Weedkiller glyphosate 'doesn't cause cancer' - Bayer
- Published
Pharmaceutical group Bayer has dismissed claims that an ingredient used in weed killers is carcinogenic.
The German company, which owns agriculture giant Monsanto, says herbicides containing glyphosate are safe.
On Friday, Monsanto was ordered to pay $289m (£226m) damages to a man who claimed the products caused his cancer.
A Californian jury said Monsanto should have warned users about the dangers of its Roundup and RangerPro weedkillers.
Bayer completed its $66bn takeover of Monsanto in June.
A Bayer spokesperson told the BBC the two companies operate independently. In a statement the company said: "Bayer is confident, based on the strength of the science, the conclusions of regulators around the world and decades of experience, that glyphosate is safe for use and does not cause cancer when used according to the label."
The landmark lawsuit was the first to go to trial alleging a glyphosate link to cancer.
The claimant, groundsman Dewayne Johnson, was diagnosed with non-Hodgkin's lymphoma in 2014. His lawyers said he regularly used a form of RangerPro while working at a school in Benicia, California.
He is among more than 5,000 similar plaintiffs across the US.
Glyphosate is the world's most common weedkiller. The California ruling could lead to hundreds of other claims against Monsanto.
The company said it intends to appeal against the verdict.
What is glyphosate and is it dangerous?
Glyphosate was introduced by Monsanto in 1974, but its patent expired in 2000, and now the chemical is sold by various manufacturers. In the US, more than 750 products contain it.
In 2015, the International Agency for Research on Cancer, the World Health Organisation's cancer agency, concluded that glyphosate was "probably carcinogenic to humans", external.
However, the US Environmental Protection Agency (EPA) insists it is safe when used carefully.
The European Food Safety Authority (EFSA) also says glyphosate is unlikely to cause cancer in humans.
Last November 2017 EU countries voted to renew the licence of glyphosate despite campaigns against it.
BBC North American correspondent James Cook reported that in California - where a judge recently ruled that coffee must carry a cancer warning - the agriculture industry sued to prevent such a label for glyphosate, even though the state lists it as a chemical known to cause cancer, external.
What happened in the groundsman case?
Jurors found on Friday that Monsanto had acted with "malice" and that its weed killers contributed "substantially" to Mr Johnson's terminal illness.
Following an eight-week trial, the jury ordered the company to pay $250m in punitive damages together with other costs that brought the total figure to almost $290m.
Mr Johnson's lawyer, Brent Wisner, said the jury's verdict showed that the evidence against the product was "overwhelming".
"When you are right, it is really easy to win," he said.
How did Monsanto react?
"The jury got it wrong," vice-president Scott Partridge said outside the courthouse in San Francisco.
In a written statement, the company said it was "sympathetic to Mr Johnson and his family" but it would "continue to vigorously defend this product, which has a 40-year history of safe use".
"Today's decision does not change the fact that more than 800 scientific studies and reviews - and conclusions by the US Environmental Protection Agency, the US National Institutes of Health and regulatory authorities around the world - support the fact that glyphosate does not cause cancer, and did not cause Mr Johnson's cancer," it added.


Task details
Every line of the records below that has the word "pixels" should be copied.
[[ Entries shown open ]]
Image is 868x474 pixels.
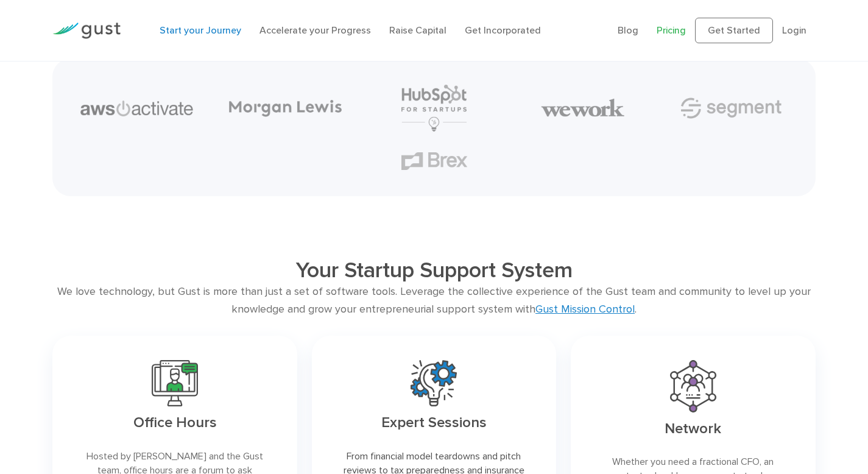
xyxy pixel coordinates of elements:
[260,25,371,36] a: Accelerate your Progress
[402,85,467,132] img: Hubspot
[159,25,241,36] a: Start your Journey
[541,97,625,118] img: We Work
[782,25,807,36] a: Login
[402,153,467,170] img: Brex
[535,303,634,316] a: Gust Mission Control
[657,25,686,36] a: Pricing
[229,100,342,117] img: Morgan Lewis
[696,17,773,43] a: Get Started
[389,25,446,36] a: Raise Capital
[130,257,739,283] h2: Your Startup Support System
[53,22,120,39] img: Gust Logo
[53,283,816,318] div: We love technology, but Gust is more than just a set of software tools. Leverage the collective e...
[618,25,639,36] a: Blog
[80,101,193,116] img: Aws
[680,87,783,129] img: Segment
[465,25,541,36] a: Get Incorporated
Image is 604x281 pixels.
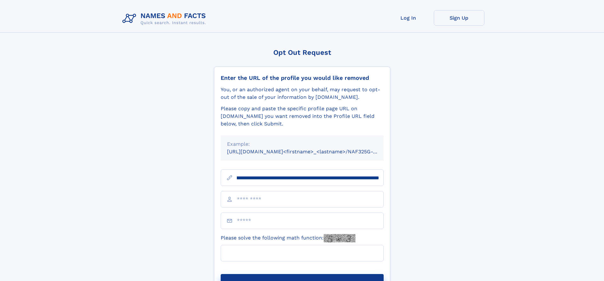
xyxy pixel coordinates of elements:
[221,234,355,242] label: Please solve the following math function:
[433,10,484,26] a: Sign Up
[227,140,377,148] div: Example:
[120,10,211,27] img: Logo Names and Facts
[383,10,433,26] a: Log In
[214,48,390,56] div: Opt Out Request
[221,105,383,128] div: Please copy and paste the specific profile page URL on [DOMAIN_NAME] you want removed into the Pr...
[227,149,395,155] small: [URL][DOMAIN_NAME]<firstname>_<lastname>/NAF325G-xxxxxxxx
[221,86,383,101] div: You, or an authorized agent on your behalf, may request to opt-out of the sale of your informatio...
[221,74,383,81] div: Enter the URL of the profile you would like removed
[[ Entries shown closed ]]
[[ Entries shown open ]]
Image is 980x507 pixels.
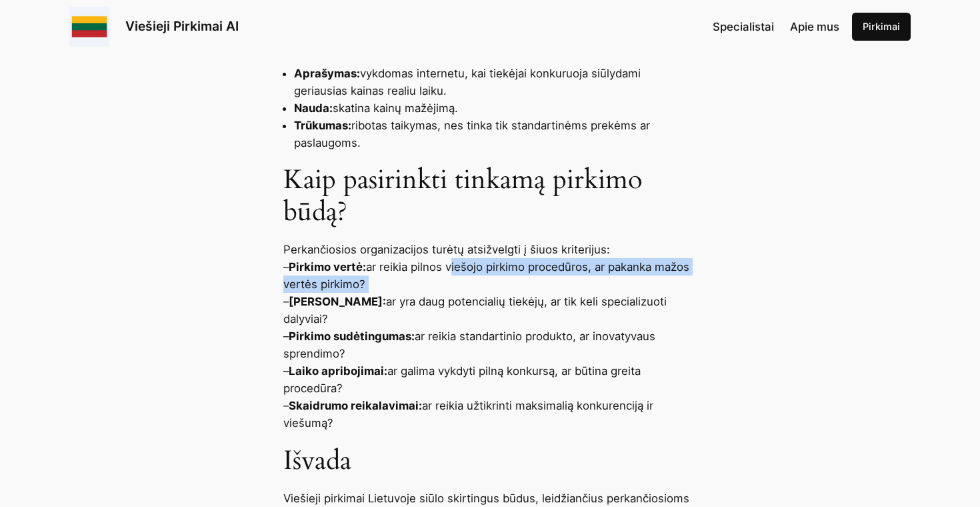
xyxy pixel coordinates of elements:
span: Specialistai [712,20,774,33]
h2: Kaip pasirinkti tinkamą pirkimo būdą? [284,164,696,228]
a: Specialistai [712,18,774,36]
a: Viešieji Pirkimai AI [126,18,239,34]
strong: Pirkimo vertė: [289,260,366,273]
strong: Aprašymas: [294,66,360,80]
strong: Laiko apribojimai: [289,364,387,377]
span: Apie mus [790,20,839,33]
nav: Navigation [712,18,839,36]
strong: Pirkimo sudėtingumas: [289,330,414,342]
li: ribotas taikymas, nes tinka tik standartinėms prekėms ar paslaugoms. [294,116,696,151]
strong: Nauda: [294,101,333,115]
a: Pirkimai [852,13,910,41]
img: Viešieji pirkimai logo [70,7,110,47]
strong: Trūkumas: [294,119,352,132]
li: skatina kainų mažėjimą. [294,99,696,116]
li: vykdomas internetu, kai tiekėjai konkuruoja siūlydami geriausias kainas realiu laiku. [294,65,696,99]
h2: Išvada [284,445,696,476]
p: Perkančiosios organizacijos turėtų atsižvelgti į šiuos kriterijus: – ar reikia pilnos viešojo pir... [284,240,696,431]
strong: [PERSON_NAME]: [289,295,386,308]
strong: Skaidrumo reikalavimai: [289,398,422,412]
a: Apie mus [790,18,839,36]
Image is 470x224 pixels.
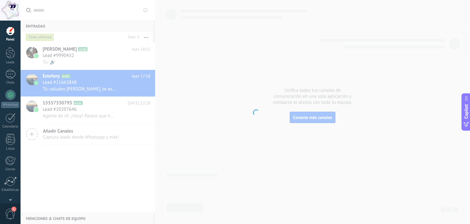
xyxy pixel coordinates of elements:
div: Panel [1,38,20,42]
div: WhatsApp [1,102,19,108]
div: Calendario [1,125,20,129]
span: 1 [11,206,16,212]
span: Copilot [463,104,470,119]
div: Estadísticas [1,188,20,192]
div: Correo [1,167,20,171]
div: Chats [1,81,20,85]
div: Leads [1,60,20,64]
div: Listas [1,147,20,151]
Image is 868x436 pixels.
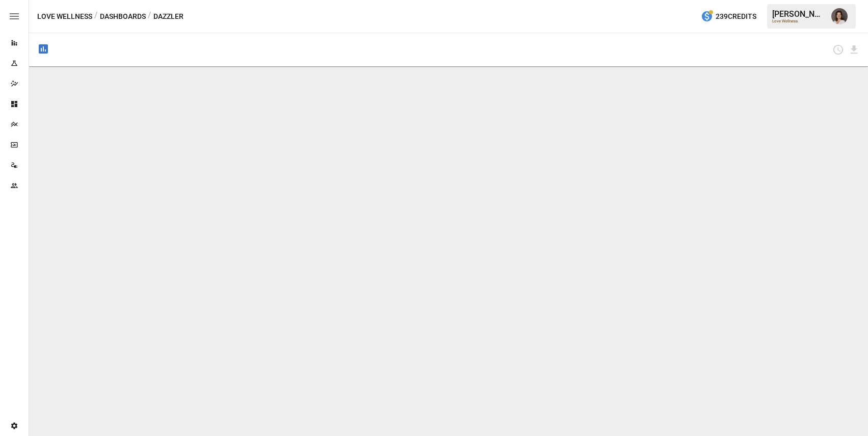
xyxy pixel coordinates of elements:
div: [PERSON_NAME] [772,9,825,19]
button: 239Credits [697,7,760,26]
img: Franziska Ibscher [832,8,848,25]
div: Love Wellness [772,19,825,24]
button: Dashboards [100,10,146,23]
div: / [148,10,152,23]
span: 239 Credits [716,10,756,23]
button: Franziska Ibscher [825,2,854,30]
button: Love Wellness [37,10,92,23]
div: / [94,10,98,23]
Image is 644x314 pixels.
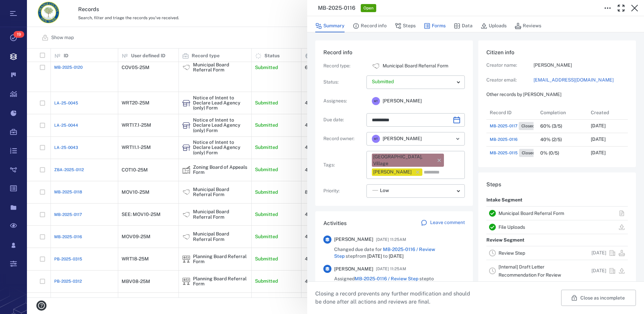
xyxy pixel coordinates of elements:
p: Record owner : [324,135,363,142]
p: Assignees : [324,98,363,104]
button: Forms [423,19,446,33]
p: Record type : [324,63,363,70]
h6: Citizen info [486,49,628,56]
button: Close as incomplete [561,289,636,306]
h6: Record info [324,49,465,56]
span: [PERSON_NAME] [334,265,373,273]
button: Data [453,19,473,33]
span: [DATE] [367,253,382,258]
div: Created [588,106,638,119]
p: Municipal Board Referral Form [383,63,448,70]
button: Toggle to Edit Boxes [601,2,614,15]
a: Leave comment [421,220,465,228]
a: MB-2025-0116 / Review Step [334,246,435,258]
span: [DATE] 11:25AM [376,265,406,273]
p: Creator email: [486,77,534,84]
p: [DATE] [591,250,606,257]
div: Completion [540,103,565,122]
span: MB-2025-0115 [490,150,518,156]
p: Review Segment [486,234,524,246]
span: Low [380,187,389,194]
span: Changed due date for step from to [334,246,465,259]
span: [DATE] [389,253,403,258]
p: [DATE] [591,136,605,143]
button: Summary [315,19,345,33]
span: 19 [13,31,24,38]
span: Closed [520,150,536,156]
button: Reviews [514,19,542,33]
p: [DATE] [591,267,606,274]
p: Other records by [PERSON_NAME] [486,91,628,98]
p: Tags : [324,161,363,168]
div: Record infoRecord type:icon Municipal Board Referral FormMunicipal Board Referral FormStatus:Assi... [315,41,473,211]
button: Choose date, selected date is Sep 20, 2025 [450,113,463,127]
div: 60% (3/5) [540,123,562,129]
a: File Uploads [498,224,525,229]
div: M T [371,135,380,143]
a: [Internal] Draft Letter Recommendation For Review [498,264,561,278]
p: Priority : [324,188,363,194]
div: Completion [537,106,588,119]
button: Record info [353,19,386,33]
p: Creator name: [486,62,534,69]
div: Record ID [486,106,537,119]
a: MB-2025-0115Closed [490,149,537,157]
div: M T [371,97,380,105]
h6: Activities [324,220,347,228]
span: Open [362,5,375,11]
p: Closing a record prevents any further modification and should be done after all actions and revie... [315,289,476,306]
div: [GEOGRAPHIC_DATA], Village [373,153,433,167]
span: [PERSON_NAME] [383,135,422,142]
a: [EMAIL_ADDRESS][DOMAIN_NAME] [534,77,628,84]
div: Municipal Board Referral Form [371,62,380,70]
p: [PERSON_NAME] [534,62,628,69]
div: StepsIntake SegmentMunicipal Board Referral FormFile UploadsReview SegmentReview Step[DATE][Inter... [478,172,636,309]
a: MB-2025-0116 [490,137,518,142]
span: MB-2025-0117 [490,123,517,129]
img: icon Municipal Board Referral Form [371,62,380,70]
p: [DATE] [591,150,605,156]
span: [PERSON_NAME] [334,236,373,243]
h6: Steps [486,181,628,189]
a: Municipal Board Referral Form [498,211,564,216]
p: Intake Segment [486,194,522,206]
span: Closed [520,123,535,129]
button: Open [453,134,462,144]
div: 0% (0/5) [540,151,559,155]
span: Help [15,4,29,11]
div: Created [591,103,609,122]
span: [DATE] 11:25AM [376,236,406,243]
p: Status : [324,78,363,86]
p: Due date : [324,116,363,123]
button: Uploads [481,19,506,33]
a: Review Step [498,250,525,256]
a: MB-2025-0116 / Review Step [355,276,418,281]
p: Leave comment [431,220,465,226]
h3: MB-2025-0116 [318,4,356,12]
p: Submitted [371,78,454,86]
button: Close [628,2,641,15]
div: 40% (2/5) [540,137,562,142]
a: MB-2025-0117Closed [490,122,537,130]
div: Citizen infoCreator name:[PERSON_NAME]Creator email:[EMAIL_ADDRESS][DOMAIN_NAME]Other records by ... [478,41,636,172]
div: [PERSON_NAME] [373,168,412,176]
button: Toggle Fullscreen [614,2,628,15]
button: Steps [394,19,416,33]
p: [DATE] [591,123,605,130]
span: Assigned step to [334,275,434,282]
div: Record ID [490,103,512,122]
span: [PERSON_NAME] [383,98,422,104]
[[ Entries shown closed ]]
Your response
Image is 868x474 pixels.
Image is 604x281 pixels.
Image is 980x507 pixels.
Image is 470x224 pixels.
Image is 868x436 pixels.
Image is 644x314 pixels.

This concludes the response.